South Sudan brushes aside Khartoum’s complaint to UNSC
August 30, 2011 (NAIROBI) – The Sudanese government on Tuesday sent a letter to the United Nations Security Council (UNSC) accusing South Sudan of supporting rebels in South Kordofan and Darfur, a charge Juba has categorically denied.
Recrimination and tension have defined the relations between north and South Sudan since the latter declared independence from Sudan in July this year per a vote promised under 2005’s peace deal which ended more than two-decades of civil war between the two sides.
The north-south border state of South Kordofan descended into a state of war since early June between Sudan Armed Forces (SAF) and fighters of the Sudan People’s Liberation Movement North (SPLM-N), an offshoot of the party that rules South Sudan.
SPLM-N fighters are mostly affiliated to South Kordofan’s Nuba population which largely sided with the south during the war.
The letter sent by Sudan’s foreign minister Ali Karti spoke of the commitment demonstrated by GoS in implementing the peace deal’s provisions in contrast with “recurring” violations by the Government of Southern Sudan (GoSS) of the same deal.
“The positions of the Republic of South Sudan (RoSS) have always been hostile towards Sudan,” the letter alleged. The letter went on to say that the hostilities are represented in the “continued” sheltering and support rendered by RoSS to Sudan’s rebel groups in the western region of Darfur and South Kordofan.
It also cited allegations of numerous violations of the peace deal, including GoS’s deployment of 2500 soldiers in the hotly contested region of Abyei under the guise of police forces, failure to disarm its fighters in South Kordofan or withdraw them behind the 1956 border strip, sponsoring a conference this month to mobilize rebels in South Kordofan and Darfur to topple the Sudanese government through armed struggle.
“The government of RoSS has been standing behind all hostile actions in South Kordofan and supports them with arms and [military] machinery,” Sudan’s letter said.
It further claimed that RoSS continues to “incite the SPLM-N to wage a proxy war” in South Kordofan.
Sudan encouraged the UNSC to harness its jurisdictions to bring South Sudan to commit to the agreements signed between the two states and cease support for Darfur and South Kordofan’s rebels.
In response, South Sudan has denied Sudan’s accusation, suggesting that the blame for South Kordofan’s troubles rests solely on Khartoum’s shoulders.
“There is no element of truth whatsoever in Sudan’s accusations,” South Sudan’s information minister Barnaba Marial Benjamin told Sudan Tribune on Tuesday.

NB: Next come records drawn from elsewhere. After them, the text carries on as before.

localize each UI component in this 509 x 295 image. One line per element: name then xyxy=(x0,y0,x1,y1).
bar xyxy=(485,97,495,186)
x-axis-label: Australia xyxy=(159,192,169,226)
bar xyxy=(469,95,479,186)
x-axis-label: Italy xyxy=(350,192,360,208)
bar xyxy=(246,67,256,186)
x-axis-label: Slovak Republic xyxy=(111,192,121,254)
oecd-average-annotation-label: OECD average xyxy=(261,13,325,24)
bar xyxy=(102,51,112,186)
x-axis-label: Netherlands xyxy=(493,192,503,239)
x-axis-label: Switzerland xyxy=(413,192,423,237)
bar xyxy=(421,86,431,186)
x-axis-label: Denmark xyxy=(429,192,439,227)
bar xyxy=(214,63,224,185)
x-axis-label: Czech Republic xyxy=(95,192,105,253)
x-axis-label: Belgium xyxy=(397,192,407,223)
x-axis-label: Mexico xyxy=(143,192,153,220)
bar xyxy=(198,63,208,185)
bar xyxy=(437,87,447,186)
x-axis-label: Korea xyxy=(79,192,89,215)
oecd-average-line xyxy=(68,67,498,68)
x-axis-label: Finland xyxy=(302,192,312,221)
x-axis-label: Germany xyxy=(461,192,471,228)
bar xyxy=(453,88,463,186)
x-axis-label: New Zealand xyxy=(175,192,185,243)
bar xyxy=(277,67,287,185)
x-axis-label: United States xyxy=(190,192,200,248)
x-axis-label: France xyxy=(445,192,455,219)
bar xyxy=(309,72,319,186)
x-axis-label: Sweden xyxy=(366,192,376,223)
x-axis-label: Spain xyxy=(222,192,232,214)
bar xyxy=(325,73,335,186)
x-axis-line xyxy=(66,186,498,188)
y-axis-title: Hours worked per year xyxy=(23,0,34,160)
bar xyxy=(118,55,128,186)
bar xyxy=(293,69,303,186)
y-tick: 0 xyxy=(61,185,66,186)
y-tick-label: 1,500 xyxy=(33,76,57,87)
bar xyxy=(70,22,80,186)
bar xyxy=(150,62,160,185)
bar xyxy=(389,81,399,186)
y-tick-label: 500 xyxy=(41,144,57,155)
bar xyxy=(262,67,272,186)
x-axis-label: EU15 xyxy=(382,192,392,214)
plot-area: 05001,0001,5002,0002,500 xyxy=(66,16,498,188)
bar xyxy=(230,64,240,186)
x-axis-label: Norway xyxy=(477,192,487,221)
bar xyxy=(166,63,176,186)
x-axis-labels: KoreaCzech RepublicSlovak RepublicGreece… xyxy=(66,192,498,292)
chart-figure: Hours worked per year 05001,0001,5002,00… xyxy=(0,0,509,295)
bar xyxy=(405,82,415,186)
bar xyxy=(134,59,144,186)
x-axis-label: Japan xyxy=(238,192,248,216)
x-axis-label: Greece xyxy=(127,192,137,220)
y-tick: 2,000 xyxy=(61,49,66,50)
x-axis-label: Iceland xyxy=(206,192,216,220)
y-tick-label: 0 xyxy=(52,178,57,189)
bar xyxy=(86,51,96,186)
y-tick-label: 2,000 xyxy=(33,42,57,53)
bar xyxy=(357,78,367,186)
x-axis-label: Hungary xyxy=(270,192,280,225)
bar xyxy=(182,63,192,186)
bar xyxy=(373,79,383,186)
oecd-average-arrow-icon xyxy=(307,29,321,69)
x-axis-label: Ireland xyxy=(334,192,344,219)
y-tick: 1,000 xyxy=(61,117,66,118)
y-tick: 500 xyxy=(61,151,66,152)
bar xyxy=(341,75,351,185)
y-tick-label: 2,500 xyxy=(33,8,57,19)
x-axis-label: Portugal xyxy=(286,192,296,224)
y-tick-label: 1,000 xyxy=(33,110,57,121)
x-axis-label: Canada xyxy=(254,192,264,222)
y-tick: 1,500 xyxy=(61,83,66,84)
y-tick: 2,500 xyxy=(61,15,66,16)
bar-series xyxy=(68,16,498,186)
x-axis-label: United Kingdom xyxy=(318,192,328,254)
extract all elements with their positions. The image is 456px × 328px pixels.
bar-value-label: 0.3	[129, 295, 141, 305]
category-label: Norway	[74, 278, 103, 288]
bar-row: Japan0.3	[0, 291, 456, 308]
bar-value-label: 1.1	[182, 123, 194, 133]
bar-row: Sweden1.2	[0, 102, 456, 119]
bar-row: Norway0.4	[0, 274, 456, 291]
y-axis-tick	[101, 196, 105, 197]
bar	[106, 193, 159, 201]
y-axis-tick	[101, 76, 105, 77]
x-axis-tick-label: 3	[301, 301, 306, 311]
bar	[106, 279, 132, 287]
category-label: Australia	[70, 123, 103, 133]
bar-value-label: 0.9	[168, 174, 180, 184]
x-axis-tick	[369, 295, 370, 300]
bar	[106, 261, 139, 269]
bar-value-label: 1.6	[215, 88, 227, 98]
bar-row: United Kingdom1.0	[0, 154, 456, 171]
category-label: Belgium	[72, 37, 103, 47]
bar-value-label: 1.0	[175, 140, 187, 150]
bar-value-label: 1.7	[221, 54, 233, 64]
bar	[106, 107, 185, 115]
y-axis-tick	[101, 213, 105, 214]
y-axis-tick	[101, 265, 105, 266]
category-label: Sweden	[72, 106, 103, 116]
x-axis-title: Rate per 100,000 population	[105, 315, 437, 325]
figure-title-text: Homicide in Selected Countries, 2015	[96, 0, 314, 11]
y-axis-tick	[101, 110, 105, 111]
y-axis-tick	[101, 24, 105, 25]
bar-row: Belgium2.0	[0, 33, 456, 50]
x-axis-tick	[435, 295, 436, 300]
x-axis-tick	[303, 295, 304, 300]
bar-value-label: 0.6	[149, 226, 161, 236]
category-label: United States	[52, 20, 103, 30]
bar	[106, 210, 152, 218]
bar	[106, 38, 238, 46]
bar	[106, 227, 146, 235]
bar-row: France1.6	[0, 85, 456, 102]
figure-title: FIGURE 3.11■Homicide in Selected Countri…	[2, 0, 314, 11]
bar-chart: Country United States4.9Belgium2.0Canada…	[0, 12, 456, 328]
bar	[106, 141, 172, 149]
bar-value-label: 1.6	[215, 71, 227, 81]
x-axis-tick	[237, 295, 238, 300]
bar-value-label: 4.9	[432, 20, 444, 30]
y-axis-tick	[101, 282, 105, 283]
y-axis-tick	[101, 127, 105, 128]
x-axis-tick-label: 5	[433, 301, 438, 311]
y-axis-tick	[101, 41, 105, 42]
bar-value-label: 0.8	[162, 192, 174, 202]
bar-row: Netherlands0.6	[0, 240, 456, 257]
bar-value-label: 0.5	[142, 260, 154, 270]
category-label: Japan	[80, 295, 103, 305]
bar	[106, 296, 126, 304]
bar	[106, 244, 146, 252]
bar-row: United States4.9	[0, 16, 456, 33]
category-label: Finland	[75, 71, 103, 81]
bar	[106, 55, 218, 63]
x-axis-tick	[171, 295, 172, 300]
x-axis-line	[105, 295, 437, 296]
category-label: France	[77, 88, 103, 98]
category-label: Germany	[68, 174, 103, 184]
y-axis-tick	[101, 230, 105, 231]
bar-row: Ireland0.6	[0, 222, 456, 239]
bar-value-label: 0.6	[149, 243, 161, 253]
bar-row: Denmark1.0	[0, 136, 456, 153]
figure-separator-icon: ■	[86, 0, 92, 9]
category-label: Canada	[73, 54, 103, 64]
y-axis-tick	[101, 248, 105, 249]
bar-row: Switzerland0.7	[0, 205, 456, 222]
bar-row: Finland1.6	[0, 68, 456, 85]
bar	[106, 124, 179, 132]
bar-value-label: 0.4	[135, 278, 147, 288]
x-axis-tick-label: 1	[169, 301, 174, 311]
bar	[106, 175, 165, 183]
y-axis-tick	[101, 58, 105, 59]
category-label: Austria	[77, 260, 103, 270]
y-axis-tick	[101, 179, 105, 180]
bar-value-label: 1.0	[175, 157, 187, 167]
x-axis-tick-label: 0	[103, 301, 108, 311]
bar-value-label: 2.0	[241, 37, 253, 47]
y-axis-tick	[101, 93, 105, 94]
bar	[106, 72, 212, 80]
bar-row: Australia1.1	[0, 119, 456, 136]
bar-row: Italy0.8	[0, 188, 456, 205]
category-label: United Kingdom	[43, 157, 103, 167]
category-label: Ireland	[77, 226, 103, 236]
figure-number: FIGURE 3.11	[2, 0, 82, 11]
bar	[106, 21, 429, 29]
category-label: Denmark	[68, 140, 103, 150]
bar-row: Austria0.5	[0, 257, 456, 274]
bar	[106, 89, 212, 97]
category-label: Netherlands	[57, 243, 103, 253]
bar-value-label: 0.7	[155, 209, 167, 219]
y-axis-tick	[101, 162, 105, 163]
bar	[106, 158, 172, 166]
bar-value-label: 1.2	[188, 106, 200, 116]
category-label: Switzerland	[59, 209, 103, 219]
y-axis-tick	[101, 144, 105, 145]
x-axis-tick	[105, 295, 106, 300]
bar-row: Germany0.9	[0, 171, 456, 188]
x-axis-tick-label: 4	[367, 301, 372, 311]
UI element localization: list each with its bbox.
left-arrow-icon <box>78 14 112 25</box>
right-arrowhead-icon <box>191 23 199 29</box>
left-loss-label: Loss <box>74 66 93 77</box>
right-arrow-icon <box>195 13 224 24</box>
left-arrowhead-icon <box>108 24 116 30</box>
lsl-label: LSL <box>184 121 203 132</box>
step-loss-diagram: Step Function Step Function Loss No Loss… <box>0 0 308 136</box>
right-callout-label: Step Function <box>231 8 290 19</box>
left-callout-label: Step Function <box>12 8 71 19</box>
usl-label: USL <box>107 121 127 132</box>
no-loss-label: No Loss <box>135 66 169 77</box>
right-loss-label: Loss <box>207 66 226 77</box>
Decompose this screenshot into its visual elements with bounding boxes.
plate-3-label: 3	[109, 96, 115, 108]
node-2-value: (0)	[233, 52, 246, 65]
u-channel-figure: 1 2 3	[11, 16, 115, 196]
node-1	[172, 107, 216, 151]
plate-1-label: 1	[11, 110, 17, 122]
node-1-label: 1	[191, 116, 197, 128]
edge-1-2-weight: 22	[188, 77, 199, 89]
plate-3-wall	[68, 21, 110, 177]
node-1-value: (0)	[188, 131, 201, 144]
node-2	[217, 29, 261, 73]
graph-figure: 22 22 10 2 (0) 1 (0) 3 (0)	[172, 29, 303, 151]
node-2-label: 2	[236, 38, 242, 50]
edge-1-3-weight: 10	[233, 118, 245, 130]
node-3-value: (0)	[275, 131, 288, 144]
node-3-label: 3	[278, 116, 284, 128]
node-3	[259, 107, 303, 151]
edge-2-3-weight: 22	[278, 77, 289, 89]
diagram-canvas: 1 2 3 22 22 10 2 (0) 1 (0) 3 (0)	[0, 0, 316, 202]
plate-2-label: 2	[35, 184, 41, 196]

Benjamin said that Khartoum has only itself to blame for South Kordofan’s war because it failed to implement the popular consultation vote in the area as stipulated under the peace agreement with South Sudan.
South Sudan’s minister vowed that his country would respond to the letter at the UNSC because the complaint has no justifications.
“The Sudanese government is bombing civilians in South Kordofan, how do we come in?” he asked.
International groups blamed aerial bombardment carried out by Sudan’s army for numerous causalities in the area.
According to Human Rights Watch and Amnesty International, their researchers led a week-long mission to the area in late August and were able to establish that SAF had carried out 13 air strikes in Kauda, Delami and Kurchi areas where at least 26 civilians were killed and more than 45 others injured since mid-June.
Sudan’s president Omer hassan Al-Bashir recently announced a two week-long unilateral ceasefire in South Kordofan as political settlement to the conflict remained elusive.
But the Sudanese army on Monday reported it had clashed with SPLM-N rebels in few areas, accusing the rebels of attempting to exploit the ceasefire.
SPLM-N’s secretary-general Yasir Arman said that Al-Bashir’s ceasefire is a public relations stunt aiming to hoodwink the international community and prepare the ground for a military offensive.
Today the US called on Khartoum to respect its own declared truce.
“The United States is deeply concerned about reports of continued Sudanese Air Force bombings of civilian areas in Southern Kordofan,” despite the truce, State Department spokeswoman Victoria Nuland said.
UN reports accused the Sudanese army and its allied paramilitary forces of committing wide-ranging atrocities in South Kordofan, including “extrajudicial killings, arbitrary arrests and illegal detention, enforced disappearances and attacks against civilians.”
The UN said the allegations, if substantiated, could amount to crimes against humanity or war crimes. The Sudan government labeled the report as biased.